Many companies pride themselves, like McKinsey, on being a "one firm firm". They celebrate their strong and cohesive structure which enables them to act as a truly global firm. No-one will mistake a McDonald's, Disney or Starbucks for anything else, wherever it may be in the world.

The implication of a uniform, global culture is simple: we don't care what race, religion, age or gender you may be as long as you sign up to our corporate culture, our way of doing things and our way of thinking. In diversity terms, that really sucks.

The reality is that most organisations value intimacy over diversity. A homogenous culture makes it much easier to communicate, understand each other, make decisions quickly and to transport ideas around the world.

The downside is that such uniform cultures are not much good at innovation. The established status quo is preferable to the risk of the unknown.

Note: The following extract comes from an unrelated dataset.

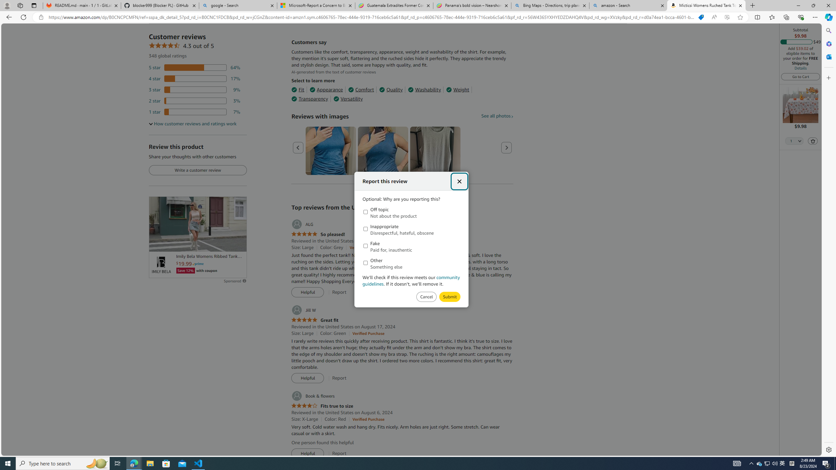 This screenshot has width=836, height=470. Describe the element at coordinates (316, 6) in the screenshot. I see `Microsoft-Report a Concern to Bing` at that location.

So, as long as the world does not change much, these uniform cultures can survive. Unfortunately, the world has a habit of changing. In the last 25 years 75 per cent of the members of the Fortune 100 and the FTSE 100 (top UK companies) have either been overtaken or taken over.

This is an abysmal survival rate for the greatest businesses on the planet. It indicates that not many of them are much good at adapting to a changing world.

A bit more diversity and a bit less uniformity is not about keeping regulators happy. It is about finding the capacity to change and to survive.